COMBERTON is a parish, bounded on the south by the Bourn brook, about 2 miles north- west from Lord's Bridge station on the Bedford and CAmbridge branch of the London and North Western railway, and 5-and-a-half west-south-west from Cambridge, in the Western division of the county, hundred of Wetherly, union of Chesterton, Cambridge petty sessional division and county court district, rural deanery of Barton and archdeaconry and diocese of Ely. The church of St. Mary is an edifice of stone in the Early English and later styles, and consists of chancel, clerestoried nave of five bays, aisles, south porch and an embattled western tower containing 4 bells: the chancel arch and south arcade of the nave are Early English, the north aisle and clerestory Perpendicular and the tower Decorated; the interior is seated with open benches, elaborately carved with tracery; the rood stairs and doorway remain and there is an octagonal Early English font; the church was repaired in 1850 and restored in 1877-8 by the Ecclesiastical Commissioners and has since been further restored in 1884-5; the total cost amounting to £981: there are 300 sittings, 240 being free.
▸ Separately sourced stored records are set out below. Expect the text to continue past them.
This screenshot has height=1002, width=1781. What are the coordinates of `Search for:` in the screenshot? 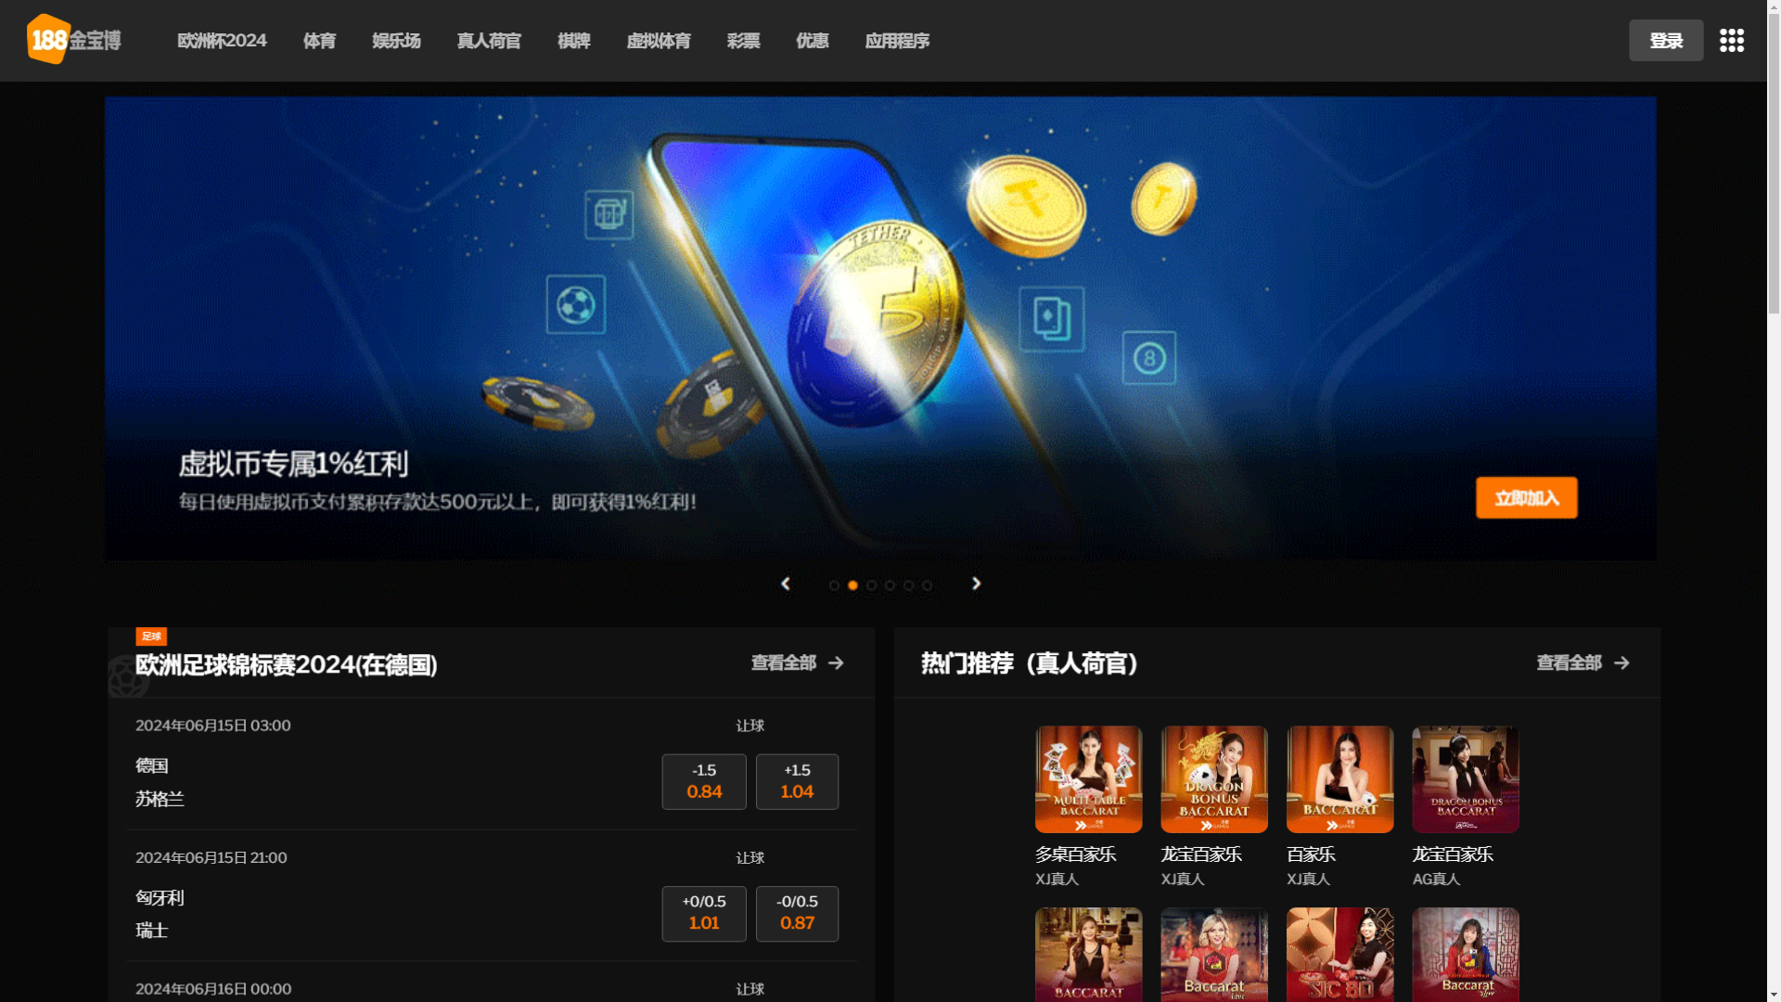 It's located at (1308, 267).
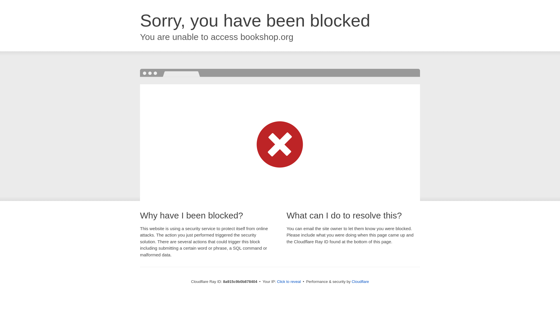 The image size is (560, 315). What do you see at coordinates (361, 282) in the screenshot?
I see `Cloudflare` at bounding box center [361, 282].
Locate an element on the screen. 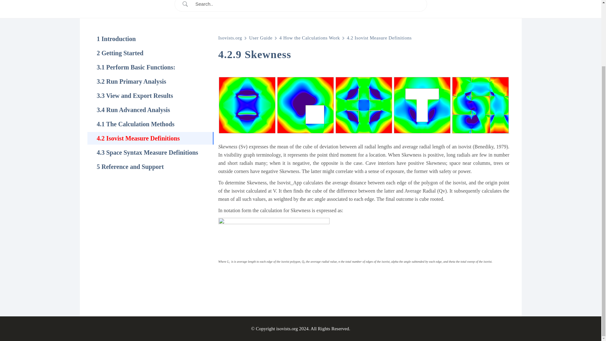 The width and height of the screenshot is (606, 341). Isovists.org is located at coordinates (230, 38).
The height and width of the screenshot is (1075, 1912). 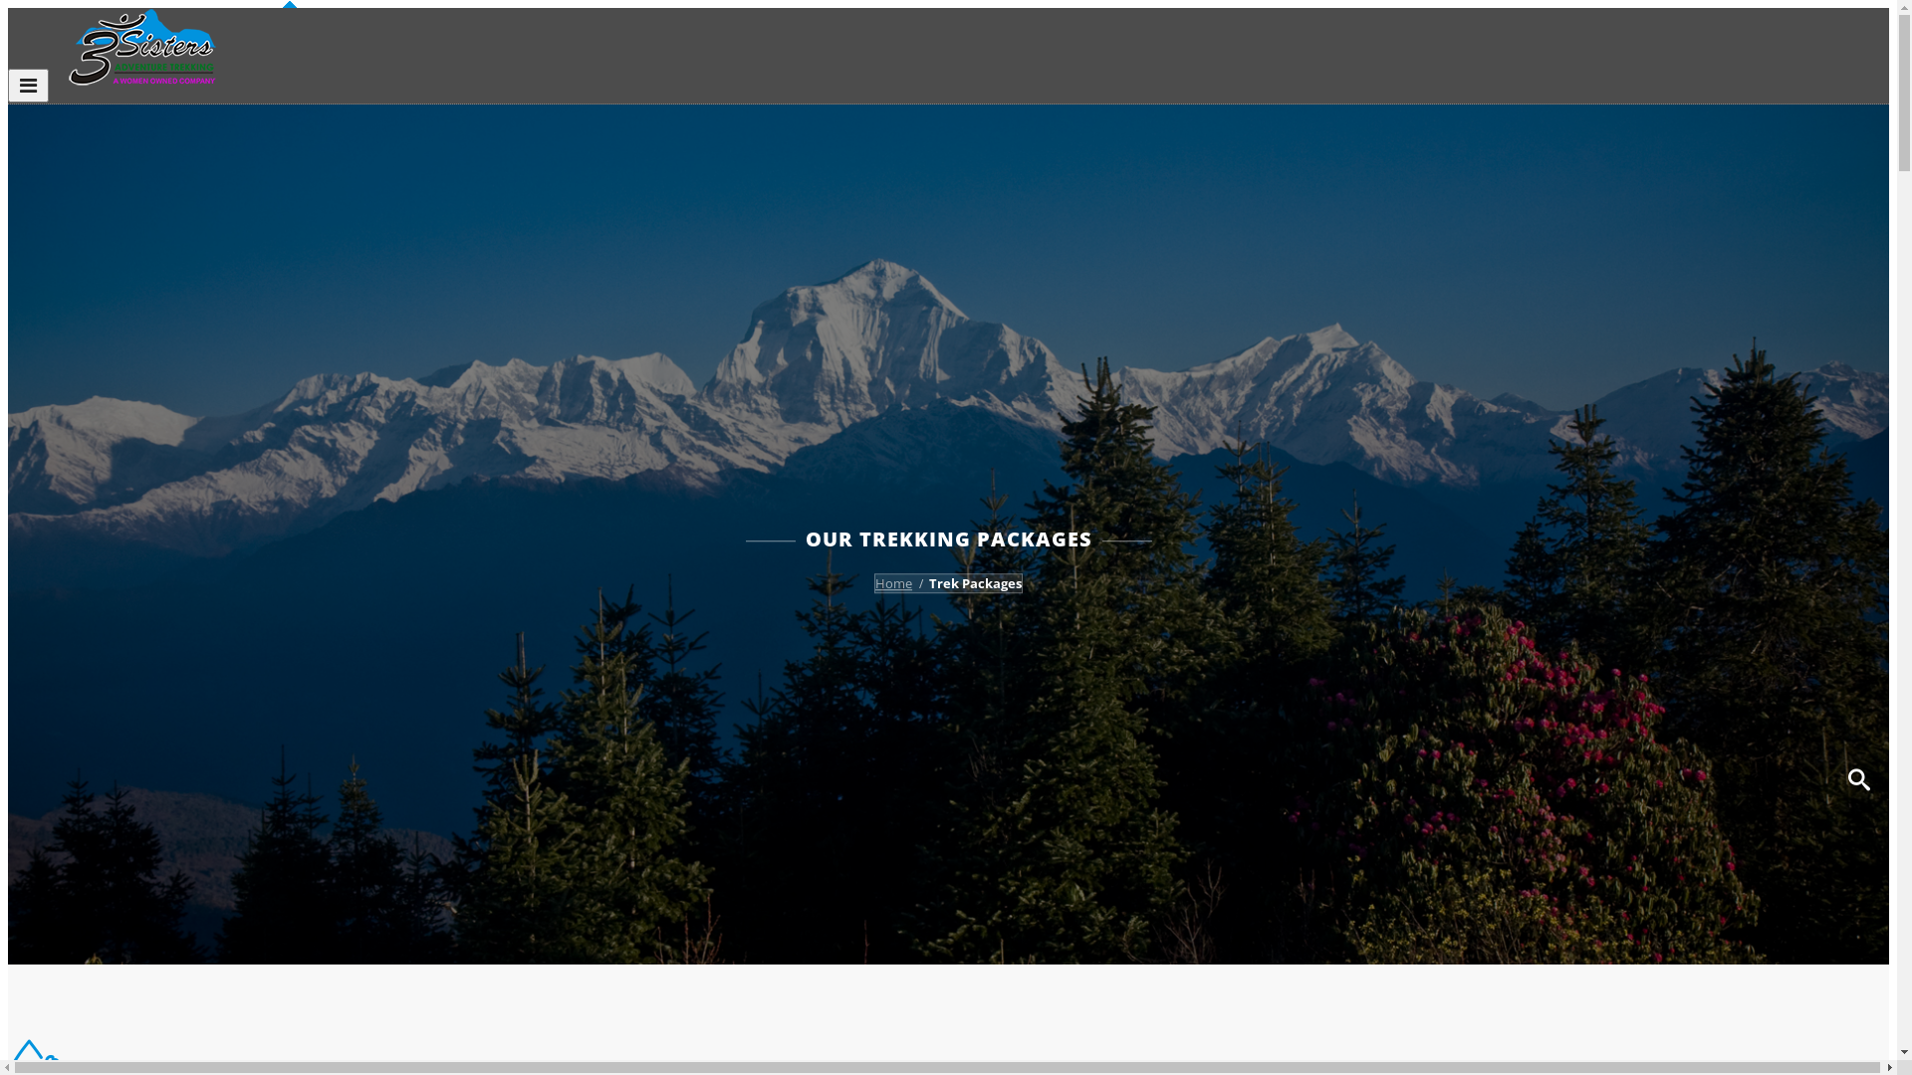 I want to click on Guest House, so click(x=1724, y=452).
The register of baptisms dates from the year 1564; marriages, 1560; burials, 1561. The living is a vicarage, net yearly value £248, with 5-and-a-half acres of glebe and residence, in the gift of Jesus College, Cambridge, and held since 1891 by the Rev. Peake Banton M.A. of Jesus College, Cambridge. The Union Nonconformist chapel was erected in 1868 on a site given by G. E. Foster esq. There are charities of about £15 yearly, arising from about 6 acres of land and distributed in money among the poor. Coprolites are found here in considerable abundance, lying near the surface of the soil. Deeply cut in the turf of what was once the village green is a curious old maze, now inclosed in the school playground. The governors of St. Thomas' Hospital are the lords of the manor, and Thomas Wootten esq. is the principal landowner. The soil is heavy clay; subsoil, chalk and gault. The chief crops are wheat, oats and barley. The area is 1,954 acres; rateable value, £1,844; the population in 1891 was 453.

National School (boys & girls), erected in 1846 & endowed with £5 yearly; the school will hold 120 children; wverage attendance, 80; Timothy James Adnitt, master

Carriers to Cambridge.-Sidney Gauge, to the 'True Blue,' every sat.; Percy Baker, to the 'Little Rose,' Trumpington street, wed. & sat

* Kelly's Directory of Cambridgeshire 1900 (London: Kelly's Directories Limited, 1900), pp.111.